What you need to do:
Once you find the line containing "Task: Click on the The Bird Watcher", output it and every line after it to the end of the records, exactly.

(Records contained in a dataset)
|---|

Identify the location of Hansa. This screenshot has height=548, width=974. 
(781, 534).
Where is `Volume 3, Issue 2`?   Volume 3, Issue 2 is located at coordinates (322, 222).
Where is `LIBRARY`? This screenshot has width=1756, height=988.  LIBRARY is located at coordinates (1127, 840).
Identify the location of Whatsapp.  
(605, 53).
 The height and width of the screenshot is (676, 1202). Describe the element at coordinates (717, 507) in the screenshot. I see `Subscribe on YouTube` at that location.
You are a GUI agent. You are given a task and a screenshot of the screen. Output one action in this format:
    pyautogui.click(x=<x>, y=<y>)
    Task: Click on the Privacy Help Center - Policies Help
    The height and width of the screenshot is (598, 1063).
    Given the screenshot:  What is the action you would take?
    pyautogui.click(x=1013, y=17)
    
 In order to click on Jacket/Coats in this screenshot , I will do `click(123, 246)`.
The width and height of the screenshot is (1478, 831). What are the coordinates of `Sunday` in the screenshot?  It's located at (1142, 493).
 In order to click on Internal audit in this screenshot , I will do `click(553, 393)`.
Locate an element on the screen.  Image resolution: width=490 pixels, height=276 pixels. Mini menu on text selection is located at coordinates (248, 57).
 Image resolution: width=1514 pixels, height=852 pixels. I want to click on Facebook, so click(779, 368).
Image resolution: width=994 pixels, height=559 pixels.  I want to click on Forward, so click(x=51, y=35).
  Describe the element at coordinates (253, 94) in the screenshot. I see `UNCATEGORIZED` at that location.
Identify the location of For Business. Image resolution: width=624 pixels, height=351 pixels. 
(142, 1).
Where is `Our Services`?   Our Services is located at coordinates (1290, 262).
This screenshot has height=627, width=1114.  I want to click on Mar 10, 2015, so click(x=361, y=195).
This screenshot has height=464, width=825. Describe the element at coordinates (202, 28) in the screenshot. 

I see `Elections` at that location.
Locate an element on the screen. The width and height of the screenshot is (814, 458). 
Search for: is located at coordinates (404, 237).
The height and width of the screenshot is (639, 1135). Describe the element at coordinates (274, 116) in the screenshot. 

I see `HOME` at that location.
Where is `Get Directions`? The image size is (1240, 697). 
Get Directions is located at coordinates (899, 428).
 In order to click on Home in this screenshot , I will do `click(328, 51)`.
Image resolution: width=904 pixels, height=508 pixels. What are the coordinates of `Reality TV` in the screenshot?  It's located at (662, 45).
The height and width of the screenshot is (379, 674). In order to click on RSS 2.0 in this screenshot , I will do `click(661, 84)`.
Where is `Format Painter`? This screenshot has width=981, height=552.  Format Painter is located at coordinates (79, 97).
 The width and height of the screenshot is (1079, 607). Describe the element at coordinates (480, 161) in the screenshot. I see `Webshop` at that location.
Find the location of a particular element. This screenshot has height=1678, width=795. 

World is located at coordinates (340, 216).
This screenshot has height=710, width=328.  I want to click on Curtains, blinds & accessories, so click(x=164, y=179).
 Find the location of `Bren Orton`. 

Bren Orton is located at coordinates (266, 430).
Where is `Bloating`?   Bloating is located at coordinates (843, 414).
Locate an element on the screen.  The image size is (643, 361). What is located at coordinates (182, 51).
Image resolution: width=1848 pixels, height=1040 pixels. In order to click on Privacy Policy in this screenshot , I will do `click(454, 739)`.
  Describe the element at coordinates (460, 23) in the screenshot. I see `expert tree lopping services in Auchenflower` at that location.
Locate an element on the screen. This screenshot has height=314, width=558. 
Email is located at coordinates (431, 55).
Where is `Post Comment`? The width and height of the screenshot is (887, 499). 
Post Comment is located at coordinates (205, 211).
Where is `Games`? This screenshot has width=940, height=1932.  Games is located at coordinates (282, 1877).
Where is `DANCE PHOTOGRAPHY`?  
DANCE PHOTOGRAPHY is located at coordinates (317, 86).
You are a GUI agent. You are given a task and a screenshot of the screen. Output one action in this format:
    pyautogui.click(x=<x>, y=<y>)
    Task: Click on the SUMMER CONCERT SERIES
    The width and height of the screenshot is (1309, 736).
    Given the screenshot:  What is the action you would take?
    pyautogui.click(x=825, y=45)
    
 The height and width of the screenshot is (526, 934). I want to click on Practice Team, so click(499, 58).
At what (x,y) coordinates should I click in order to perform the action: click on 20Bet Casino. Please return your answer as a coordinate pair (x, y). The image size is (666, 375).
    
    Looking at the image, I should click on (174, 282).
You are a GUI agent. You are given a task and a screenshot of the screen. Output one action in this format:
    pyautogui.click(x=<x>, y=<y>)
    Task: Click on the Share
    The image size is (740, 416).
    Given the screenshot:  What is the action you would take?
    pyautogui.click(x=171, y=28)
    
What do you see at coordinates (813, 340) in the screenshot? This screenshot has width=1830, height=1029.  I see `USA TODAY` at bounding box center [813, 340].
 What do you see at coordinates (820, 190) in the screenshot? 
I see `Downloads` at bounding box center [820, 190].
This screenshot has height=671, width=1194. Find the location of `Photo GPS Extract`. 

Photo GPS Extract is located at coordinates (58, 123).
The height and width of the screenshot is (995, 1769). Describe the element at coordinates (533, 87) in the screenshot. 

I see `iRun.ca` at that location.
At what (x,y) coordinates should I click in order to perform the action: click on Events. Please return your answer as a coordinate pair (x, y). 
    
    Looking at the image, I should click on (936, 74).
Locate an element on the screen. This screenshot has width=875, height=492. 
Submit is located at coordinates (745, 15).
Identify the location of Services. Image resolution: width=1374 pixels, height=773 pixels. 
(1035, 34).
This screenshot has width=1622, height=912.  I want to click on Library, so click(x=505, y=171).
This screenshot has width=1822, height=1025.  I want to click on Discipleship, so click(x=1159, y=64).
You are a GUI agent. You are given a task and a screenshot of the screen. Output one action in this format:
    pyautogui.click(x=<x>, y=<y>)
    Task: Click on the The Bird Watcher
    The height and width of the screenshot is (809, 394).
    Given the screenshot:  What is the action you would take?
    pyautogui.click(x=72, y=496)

|---|

Your solution:
    Task: Click on the The Bird Watcher
    The height and width of the screenshot is (809, 394).
    Given the screenshot:  What is the action you would take?
    pyautogui.click(x=72, y=496)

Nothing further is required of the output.